This City of London street is named for a church which once stood to the east of the thoroughfare.
The church was founded as part of a monastery the 11th century by brothers Ingelric and Girard – the former was apparently a man of some influence in the courts of King Edward the Confessor and King William the Conqueror (although there is apparently a tradition that the church was founded earlier, by the Saxon King Wihtred of Kent, in the 7th or 8th century).
The collegiate church, which had the job of sounding the curfew bell in the evenings to announce the closing of the city gates during the reign of King Edward I (the right later moved to another church), gave special rights to the precinct in which it stood including that of sanctuary for certain types of criminals. Indeed, by the 14th century, it was the largest area of sanctuary in England.

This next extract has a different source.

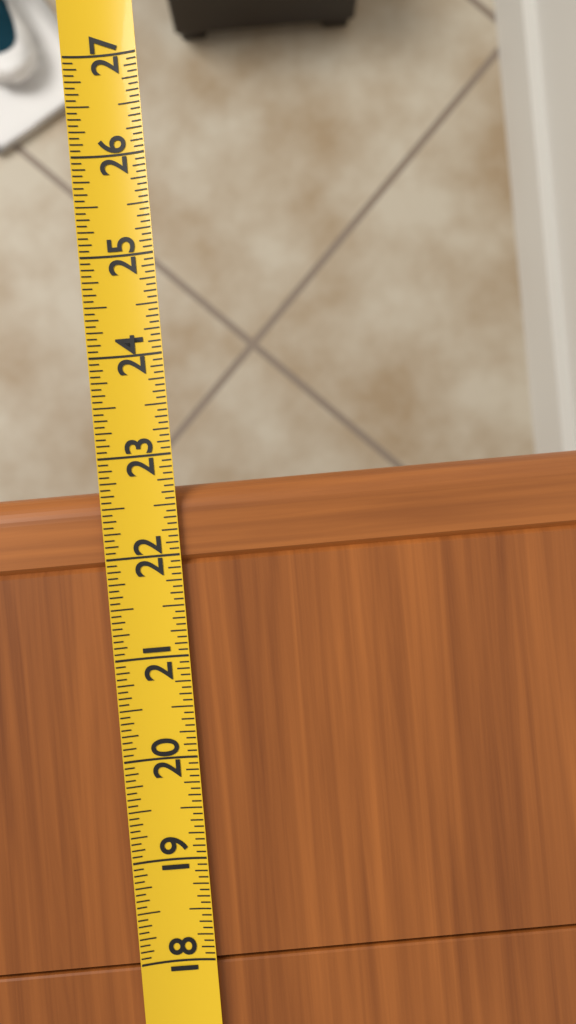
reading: 22.6875 (no unit)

This was particularly useful for those making what was supposed to be their final journey from Newgate to their execution at Tower Hill – the precinct lay along the route and, yes, some were said to have escaped into the district as they passed by. But perhaps the most famous said to have sought sanctuary in the precinct were Miles Forrest, one of those accused of murdering the so called “Princes in the Tower” – King Edward V and his brother Richard, Duke of York.

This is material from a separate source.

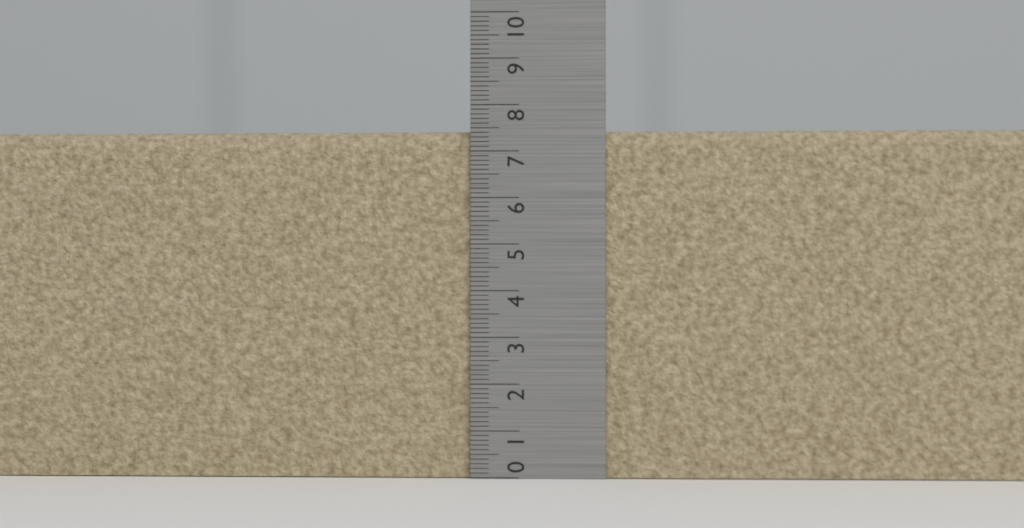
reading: 7.5 (no unit)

The institution was dissolved during the reign of King Henry VIII and demolished in the mid-16th century but the name lived on in the precinct where it once stood – during the Elizabethan era it was apparently famous for its lace.
The site of the church was later the site of the General Post Office, built in 1829, which was eventually demolished in 1911 and replaced by a premises located to the west.
The street, which becomes Aldersgate Street in the north and runs into Cheapside in the south, was also once home to the The Bull and Mouth Inn, destroyed in the Great Fire of 1666, and a French Protestant Church. The latter was built in 1842 but demolished in 1888 to make way for more Post Office buildings.
PICTURES: Looking south (top) and north (below) from St Martin-le-Grand (Google Maps).